Samsung UK asked: where is European lifestyle heading, and what role should Samsung Appliances play in it? The brief was deliberately open, an invitation to look at where society is going and work backwards to what the technology could become.
A futures research and speculative design brief for Samsung, presented at Samsung HQ London. Starting from Europe's housing crisis, the project forecasts how communal living might reshape the home and proposes what Samsung Appliances could become inside it.
Samsung UK asked: where is European lifestyle heading, and what role should Samsung Appliances play in it? The brief was deliberately open, an invitation to look at where society is going and work backwards to what the technology could become.
The starting point was structural: Europe is undergoing a generational shift in how people live. Economic precarity, demographic change, and the pandemic of loneliness are converging to make shared and communal living an economic necessity for a significant portion of the population.
Europe accounted for 47.5% of the global co-living market, with early adopters redefining what independence and ownership looked like:
These signals pointed to a clear direction: the household as Samsung has always designed for might no longer be the dominant unit of European domestic life.
What happens to the designed object when the household is no longer a unit of private ownership?
To structure the work, I adapted an existing futures research framework combining the PPP Cone (Possible, Plausible, Probable, Preferable) with the Double Diamond design process. The goal was to embed Samsung's core values (People, Change, Co-Prosperity) directly into the methodology.
The four phases of the work were:
By grounding futures work in this structure, diverging to explore what was possible before converging on what was preferable, the methodology kept the speculative outputs tethered to concrete product and business logic.
Samsung had evolved in step with European consumers at every major inflection point. From Technology as Status in the 1990s, through Smart Efficiency and Design-Centred Living, to the current era of AI, Calm, and Wellbeing.
The competitive analysis, however, revealed a gap. The market's vocabulary (LG's multi-unit stacks, Bosch's connected efficiency, Miele's longevity positioning) was still organised around the individual or the traditional family.
Samsung was uniquely positioned to occupy a new space, but only if it moved before the co-living generation formed its brand loyalties elsewhere.

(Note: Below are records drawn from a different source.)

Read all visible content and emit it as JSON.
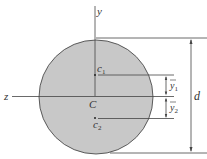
{
  "diagram": {
    "type": "circular cross-section with centroidal axes",
    "shape_fill": "#c8c8c8",
    "shape_stroke": "#3a3a3a",
    "labels": {
      "y_axis": "y",
      "z_axis": "z",
      "centroid": "C",
      "c1": "c",
      "c1_sub": "1",
      "c2": "c",
      "c2_sub": "2",
      "ybar1": "y",
      "ybar1_sub": "1",
      "ybar2": "y",
      "ybar2_sub": "2",
      "diameter": "d"
    }
  }
}
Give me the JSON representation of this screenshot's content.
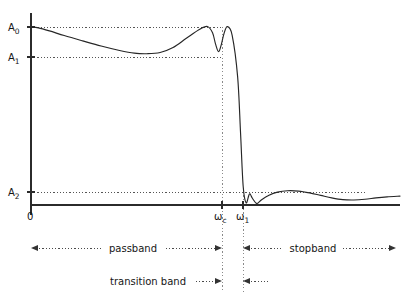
{
  "figure": {
    "axes": {
      "origin_label": "0",
      "x_axis_name": "frequency-axis",
      "y_axis_name": "magnitude-axis"
    },
    "y_levels": [
      {
        "id": "A0",
        "label": "A",
        "subscript": "0",
        "value": 1.0,
        "y_px": 27
      },
      {
        "id": "A1",
        "label": "A",
        "subscript": "1",
        "value": 0.85,
        "y_px": 57
      },
      {
        "id": "A2",
        "label": "A",
        "subscript": "2",
        "value": 0.06,
        "y_px": 192
      }
    ],
    "x_markers": [
      {
        "id": "wc",
        "label": "ω",
        "subscript": "c",
        "x_px": 222
      },
      {
        "id": "w1",
        "label": "ω",
        "subscript": "1",
        "x_px": 243
      }
    ],
    "bands": [
      {
        "id": "passband",
        "label": "passband",
        "from_px": 31,
        "to_px": 222,
        "row_y_px": 248
      },
      {
        "id": "stopband",
        "label": "stopband",
        "from_px": 243,
        "to_px": 396,
        "row_y_px": 248
      },
      {
        "id": "transition",
        "label": "transition band",
        "from_px": 31,
        "to_px": 222,
        "row_y_px": 281
      },
      {
        "id": "transition-right",
        "label": "",
        "from_px": 243,
        "to_px": 268,
        "row_y_px": 281
      }
    ]
  },
  "chart_data": {
    "type": "line",
    "title": "",
    "xlabel": "",
    "ylabel": "",
    "xlim": [
      0,
      1
    ],
    "ylim": [
      0,
      1.06
    ],
    "grid": false,
    "legend": null,
    "annotations": [
      "A0 — upper passband ripple bound",
      "A1 — lower passband ripple bound",
      "A2 — stopband attenuation bound",
      "ωc — passband edge / cutoff frequency",
      "ω1 — stopband edge frequency",
      "passband",
      "stopband",
      "transition band"
    ],
    "reference_levels": {
      "A0": 1.0,
      "A1": 0.85,
      "A2": 0.06
    },
    "reference_frequencies": {
      "wc": 0.5,
      "w1": 0.575
    },
    "series": [
      {
        "name": "magnitude response",
        "x": [
          0.0,
          0.02,
          0.05,
          0.09,
          0.14,
          0.19,
          0.24,
          0.28,
          0.315,
          0.35,
          0.385,
          0.42,
          0.455,
          0.478,
          0.492,
          0.5,
          0.508,
          0.515,
          0.523,
          0.532,
          0.545,
          0.56,
          0.568,
          0.575,
          0.583,
          0.592,
          0.6,
          0.612,
          0.625,
          0.645,
          0.668,
          0.695,
          0.725,
          0.755,
          0.785,
          0.815,
          0.845,
          0.875,
          0.905,
          0.935,
          0.965,
          1.0
        ],
        "y": [
          1.0,
          0.995,
          0.978,
          0.952,
          0.922,
          0.893,
          0.868,
          0.853,
          0.85,
          0.857,
          0.885,
          0.935,
          0.985,
          1.003,
          0.968,
          0.905,
          0.862,
          0.895,
          0.963,
          1.002,
          0.955,
          0.72,
          0.4,
          0.105,
          0.012,
          0.062,
          0.038,
          0.008,
          0.03,
          0.055,
          0.072,
          0.08,
          0.078,
          0.068,
          0.054,
          0.04,
          0.03,
          0.028,
          0.032,
          0.04,
          0.046,
          0.05
        ]
      }
    ]
  }
}
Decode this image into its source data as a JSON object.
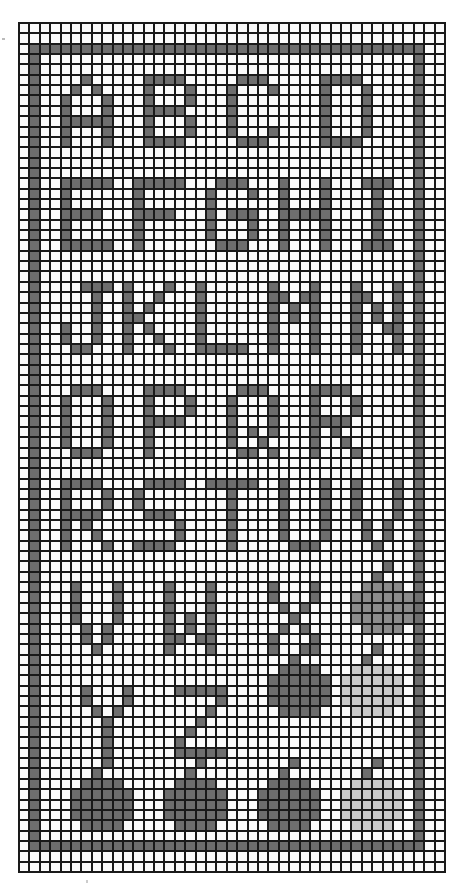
{
  "grid": {
    "columns": 41,
    "rows": 82
  },
  "colors": {
    "grid_line": "#1a1a1a",
    "empty": "#fbfbfb",
    "dark_stitch": "#6e6e6e",
    "medium_stitch": "#8c8c8c",
    "light_stitch": "#c9c9c9"
  },
  "frame": {
    "top_row": 2,
    "bottom_row": 79,
    "left_col": 1,
    "right_col": 38
  },
  "letter_rows": [
    {
      "letters": [
        "A",
        "B",
        "C",
        "D"
      ],
      "top_row": 5,
      "start_cols": [
        4,
        12,
        20,
        29
      ]
    },
    {
      "letters": [
        "E",
        "F",
        "G",
        "H",
        "I"
      ],
      "top_row": 15,
      "start_cols": [
        4,
        11,
        18,
        25,
        33
      ]
    },
    {
      "letters": [
        "J",
        "K",
        "L",
        "M",
        "N"
      ],
      "top_row": 25,
      "start_cols": [
        4,
        10,
        17,
        24,
        32
      ]
    },
    {
      "letters": [
        "O",
        "P",
        "Q",
        "R"
      ],
      "top_row": 35,
      "start_cols": [
        4,
        12,
        20,
        28
      ]
    },
    {
      "letters": [
        "R",
        "S",
        "T",
        "U",
        "V"
      ],
      "top_row": 44,
      "start_cols": [
        4,
        11,
        18,
        25,
        32
      ]
    },
    {
      "letters": [
        "V",
        "W",
        "X"
      ],
      "top_row": 54,
      "start_cols": [
        5,
        14,
        24
      ]
    },
    {
      "letters": [
        "Y",
        "Z"
      ],
      "top_row": 64,
      "start_cols": [
        6,
        15
      ]
    }
  ],
  "motifs": [
    {
      "name": "small-apple",
      "top_row": 52,
      "left_col": 32,
      "shade": "m"
    },
    {
      "name": "large-apple",
      "top_row": 60,
      "left_col": 24,
      "shade": "d"
    },
    {
      "name": "pale-apple",
      "top_row": 60,
      "left_col": 31,
      "shade": "l"
    },
    {
      "name": "bottom-apple",
      "top_row": 71,
      "left_col": 5,
      "shade": "d"
    },
    {
      "name": "bottom-apple",
      "top_row": 71,
      "left_col": 14,
      "shade": "d"
    },
    {
      "name": "bottom-apple",
      "top_row": 71,
      "left_col": 23,
      "shade": "d"
    },
    {
      "name": "bottom-apple",
      "top_row": 71,
      "left_col": 31,
      "shade": "l"
    }
  ]
}
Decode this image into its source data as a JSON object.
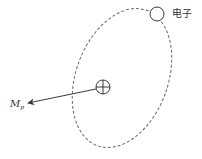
{
  "diagram": {
    "type": "orbital-magnetic-moment",
    "labels": {
      "electron": "电子",
      "moment_main": "M",
      "moment_sub": "p"
    },
    "colors": {
      "orbit": "#6a6a6a",
      "stroke": "#3a3a3a",
      "text": "#333333",
      "background": "#ffffff"
    },
    "elements": {
      "orbit": {
        "cx": 122,
        "cy": 78,
        "rx": 48,
        "ry": 72,
        "rotate": 20,
        "style": "dashed"
      },
      "nucleus": {
        "cx": 103,
        "cy": 87,
        "r": 7,
        "symbol": "plus-in-circle"
      },
      "electron": {
        "cx": 157,
        "cy": 14,
        "r": 7
      },
      "moment_arrow": {
        "x1": 96,
        "y1": 89,
        "x2": 28,
        "y2": 103
      }
    }
  }
}
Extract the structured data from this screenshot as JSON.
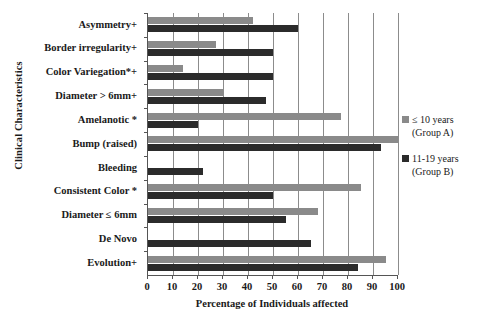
{
  "chart_data": {
    "type": "bar",
    "orientation": "horizontal",
    "title": "",
    "xlabel": "Percentage of Individuals affected",
    "ylabel": "Clinical Characteristics",
    "xlim": [
      0,
      100
    ],
    "xticks": [
      0,
      10,
      20,
      30,
      40,
      50,
      60,
      70,
      80,
      90,
      100
    ],
    "grid": true,
    "legend_position": "right",
    "categories": [
      "Asymmetry+",
      "Border irregularity+",
      "Color Variegation*+",
      "Diameter > 6mm+",
      "Amelanotic *",
      "Bump (raised)",
      "Bleeding",
      "Consistent Color *",
      "Diameter ≤ 6mm",
      "De Novo",
      "Evolution+"
    ],
    "series": [
      {
        "name": "≤ 10 years (Group A)",
        "color": "#8a8a8a",
        "values": [
          42,
          27,
          14,
          30,
          77,
          100,
          0,
          85,
          68,
          0,
          95
        ]
      },
      {
        "name": "11-19 years (Group B)",
        "color": "#2b2b2b",
        "values": [
          60,
          50,
          50,
          47,
          20,
          93,
          22,
          50,
          55,
          65,
          84
        ]
      }
    ]
  },
  "legend": {
    "entries": [
      {
        "label": "≤ 10 years\n(Group A)",
        "color": "#8a8a8a"
      },
      {
        "label": "11-19 years\n(Group B)",
        "color": "#2b2b2b"
      }
    ]
  },
  "axes": {
    "x_title": "Percentage of Individuals affected",
    "y_title": "Clinical Characteristics",
    "x_tick_labels": [
      "0",
      "10",
      "20",
      "30",
      "40",
      "50",
      "60",
      "70",
      "80",
      "90",
      "100"
    ]
  }
}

The scenario work mapped four possible trajectories for European domestic life, ranging from hyper-individualism driven by techno-determinism to post-anthropogenic ecologies where technology serves non-human actors. The preferred scenario that emerged was Symbiotic Home Ecologies.
Future scenarios matrix · 2024
In this future, the home is not a private island but an ecological node. Humans are not at the centre, but they are part of a mesh of equal agencies: ecosystems, objects, materials, microbes, infrastructures, and neighbourhoods. Technologies become civic-material actors shaping care, stewardship, and ecological continuity.

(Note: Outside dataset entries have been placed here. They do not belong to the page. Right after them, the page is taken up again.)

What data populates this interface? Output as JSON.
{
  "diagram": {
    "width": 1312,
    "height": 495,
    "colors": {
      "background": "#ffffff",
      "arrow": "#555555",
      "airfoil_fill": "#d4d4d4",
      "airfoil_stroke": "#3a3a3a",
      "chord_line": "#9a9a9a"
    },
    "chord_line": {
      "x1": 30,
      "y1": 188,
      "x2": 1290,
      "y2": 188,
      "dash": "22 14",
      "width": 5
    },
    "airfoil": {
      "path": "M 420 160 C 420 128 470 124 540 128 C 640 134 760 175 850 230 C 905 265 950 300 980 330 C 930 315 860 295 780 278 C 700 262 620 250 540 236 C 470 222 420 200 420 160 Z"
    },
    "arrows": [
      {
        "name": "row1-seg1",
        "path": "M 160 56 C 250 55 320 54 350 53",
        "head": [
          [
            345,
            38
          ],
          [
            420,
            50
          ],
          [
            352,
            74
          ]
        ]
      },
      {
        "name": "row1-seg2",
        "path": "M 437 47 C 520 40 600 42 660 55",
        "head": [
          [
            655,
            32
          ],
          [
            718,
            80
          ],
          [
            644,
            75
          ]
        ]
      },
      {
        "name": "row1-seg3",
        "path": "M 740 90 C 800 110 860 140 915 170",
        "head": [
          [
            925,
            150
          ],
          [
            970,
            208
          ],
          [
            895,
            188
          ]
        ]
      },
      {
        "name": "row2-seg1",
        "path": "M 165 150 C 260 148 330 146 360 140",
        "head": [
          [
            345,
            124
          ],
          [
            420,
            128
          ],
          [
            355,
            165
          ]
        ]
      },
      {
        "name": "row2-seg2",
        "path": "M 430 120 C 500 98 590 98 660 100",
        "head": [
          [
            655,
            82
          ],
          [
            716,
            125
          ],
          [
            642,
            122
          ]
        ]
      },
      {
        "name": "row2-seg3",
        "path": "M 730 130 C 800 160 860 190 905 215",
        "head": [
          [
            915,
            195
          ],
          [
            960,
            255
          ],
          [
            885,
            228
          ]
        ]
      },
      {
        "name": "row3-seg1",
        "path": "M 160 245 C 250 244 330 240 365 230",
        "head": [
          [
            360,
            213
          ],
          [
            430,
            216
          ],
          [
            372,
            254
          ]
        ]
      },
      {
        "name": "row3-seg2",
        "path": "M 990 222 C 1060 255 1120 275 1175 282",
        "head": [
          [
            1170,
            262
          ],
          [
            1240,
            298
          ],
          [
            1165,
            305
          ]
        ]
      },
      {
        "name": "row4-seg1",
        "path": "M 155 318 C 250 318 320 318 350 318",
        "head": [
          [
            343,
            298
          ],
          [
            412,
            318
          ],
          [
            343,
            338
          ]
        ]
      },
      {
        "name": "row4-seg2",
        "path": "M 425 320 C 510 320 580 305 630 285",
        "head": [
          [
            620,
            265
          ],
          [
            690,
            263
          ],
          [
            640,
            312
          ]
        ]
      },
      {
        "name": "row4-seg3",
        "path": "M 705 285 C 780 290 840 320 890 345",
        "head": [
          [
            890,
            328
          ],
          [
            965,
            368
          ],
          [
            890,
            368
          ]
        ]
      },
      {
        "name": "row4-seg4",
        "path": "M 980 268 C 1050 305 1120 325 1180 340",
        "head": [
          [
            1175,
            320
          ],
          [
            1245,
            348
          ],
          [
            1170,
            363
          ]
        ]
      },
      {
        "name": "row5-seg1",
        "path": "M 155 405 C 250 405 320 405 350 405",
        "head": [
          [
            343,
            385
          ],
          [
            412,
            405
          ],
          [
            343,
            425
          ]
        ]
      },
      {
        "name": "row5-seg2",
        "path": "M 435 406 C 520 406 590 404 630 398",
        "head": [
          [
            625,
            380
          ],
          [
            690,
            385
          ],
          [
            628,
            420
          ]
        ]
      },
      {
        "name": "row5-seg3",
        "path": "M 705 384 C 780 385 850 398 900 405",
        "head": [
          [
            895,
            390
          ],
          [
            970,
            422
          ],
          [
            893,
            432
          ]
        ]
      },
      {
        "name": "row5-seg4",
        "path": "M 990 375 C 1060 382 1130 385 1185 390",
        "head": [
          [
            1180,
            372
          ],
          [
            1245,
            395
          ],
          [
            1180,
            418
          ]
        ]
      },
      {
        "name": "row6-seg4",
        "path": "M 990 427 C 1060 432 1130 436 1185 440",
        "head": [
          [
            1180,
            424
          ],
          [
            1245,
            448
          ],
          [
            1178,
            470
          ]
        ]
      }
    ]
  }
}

Appliances operate on planetary timescales:
This scenario was preferred because it was the most generative for Samsung. It forced the hardest design questions about identity, shared agency, and ecological responsibility, and the answers translated directly into meaningful product innovation.
Working backwards from the Symbiotic Home Ecologies scenario, I developed three speculative design concepts under a single product family: Samsung Share Cycle, the world's first laundry system designed for shared European homes. The concepts spanned software, hardware, and financial infrastructure.

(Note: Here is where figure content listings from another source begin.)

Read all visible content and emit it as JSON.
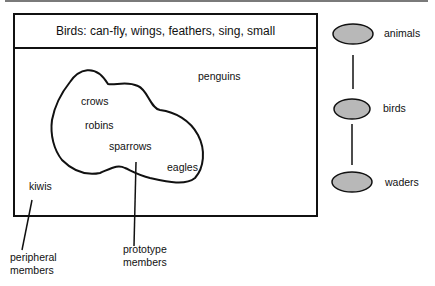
{
  "category": {
    "header": "Birds: can-fly, wings, feathers, sing, small",
    "members": {
      "penguins": "penguins",
      "crows": "crows",
      "robins": "robins",
      "sparrows": "sparrows",
      "eagles": "eagles",
      "kiwis": "kiwis"
    }
  },
  "annotations": {
    "peripheral": [
      "peripheral",
      "members"
    ],
    "prototype": [
      "prototype",
      "members"
    ]
  },
  "hierarchy": {
    "nodes": [
      {
        "label": "animals"
      },
      {
        "label": "birds"
      },
      {
        "label": "waders"
      }
    ],
    "node_fill": "#b8b8b8"
  }
}
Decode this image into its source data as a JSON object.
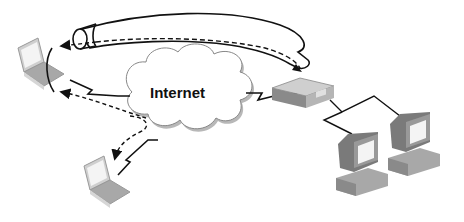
{
  "diagram": {
    "cloud": {
      "label": "Internet"
    },
    "nodes": [
      {
        "id": "remote-laptop-top",
        "type": "laptop"
      },
      {
        "id": "remote-laptop-bottom",
        "type": "laptop"
      },
      {
        "id": "vpn-gateway",
        "type": "router"
      },
      {
        "id": "office-desktop-1",
        "type": "desktop"
      },
      {
        "id": "office-desktop-2",
        "type": "desktop"
      }
    ],
    "links": [
      {
        "from": "remote-laptop-top",
        "to": "cloud",
        "style": "wireless-lightning"
      },
      {
        "from": "remote-laptop-bottom",
        "to": "cloud",
        "style": "wireless-lightning"
      },
      {
        "from": "cloud",
        "to": "vpn-gateway",
        "style": "wireless-lightning"
      },
      {
        "from": "vpn-gateway",
        "to": "office-desktop-1",
        "style": "wire"
      },
      {
        "from": "vpn-gateway",
        "to": "office-desktop-2",
        "style": "wire"
      },
      {
        "from": "vpn-gateway",
        "to": "remote-laptop-top",
        "style": "tunnel-dashed"
      },
      {
        "from": "cloud",
        "to": "remote-laptop-top",
        "style": "dashed-arrow"
      },
      {
        "from": "cloud",
        "to": "remote-laptop-bottom",
        "style": "dashed-arrow"
      }
    ],
    "colors": {
      "line": "#111111",
      "cloud_fill": "#ffffff",
      "cloud_shadow": "#b8b8b8",
      "device_gray": "#9a9a9a",
      "device_dark": "#6e6e6e",
      "screen": "#f2f2f2"
    }
  }
}
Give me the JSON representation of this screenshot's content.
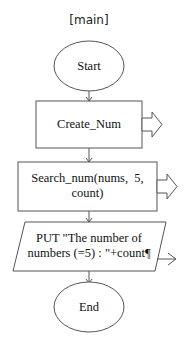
{
  "diagram": {
    "title": "[main]",
    "type": "flowchart",
    "nodes": [
      {
        "id": "start",
        "shape": "ellipse",
        "label": "Start"
      },
      {
        "id": "create_num",
        "shape": "process",
        "label": "Create_Num",
        "has_call_arrow": true
      },
      {
        "id": "search_num",
        "shape": "process",
        "label_line1": "Search_num(nums,  5,",
        "label_line2": "count)",
        "has_call_arrow": true
      },
      {
        "id": "put_output",
        "shape": "parallelogram",
        "label_line1": "PUT \"The number of",
        "label_line2": "numbers (=5) : \"+count¶",
        "has_output_arrow": true
      },
      {
        "id": "end",
        "shape": "ellipse",
        "label": "End"
      }
    ],
    "edges": [
      {
        "from": "start",
        "to": "create_num"
      },
      {
        "from": "create_num",
        "to": "search_num"
      },
      {
        "from": "search_num",
        "to": "put_output"
      },
      {
        "from": "put_output",
        "to": "end"
      }
    ],
    "colors": {
      "stroke": "#555555",
      "text": "#111111",
      "background": "#ffffff"
    }
  }
}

Across the three concepts, the work proposed systems that allowed co-residents to manage laundry independently within a shared appliance, addressed dignity and privacy for households with differing cultural or hygiene needs, and introduced transparent cost and energy tracking at the individual level. Together, the concepts reframed the appliance not as a household utility but as a fairness infrastructure: a system that reduces friction, supports autonomy, and makes the social dynamics of shared living visible and negotiable.
The dominant paradigm in product design remains humanist. Drawing on critical post-humanist frameworks - which extend ethical consideration beyond the human to encompass non-human actors, shared material conditions, and ecological entanglement - this project asked what design practice looks like when the household is understood not as a unit of individual ownership but as a node in a larger mesh of interdependencies.
The shift is not merely philosophical. As machine consciousness might become a design variable and planetary health a material constraint, the assumptions embedded in current industry standards become liabilities.
What this project attempted was a translation from theoretical frameworks that have largely remained within academic discourse, into a form legible to product strategy and innovation roadmaps.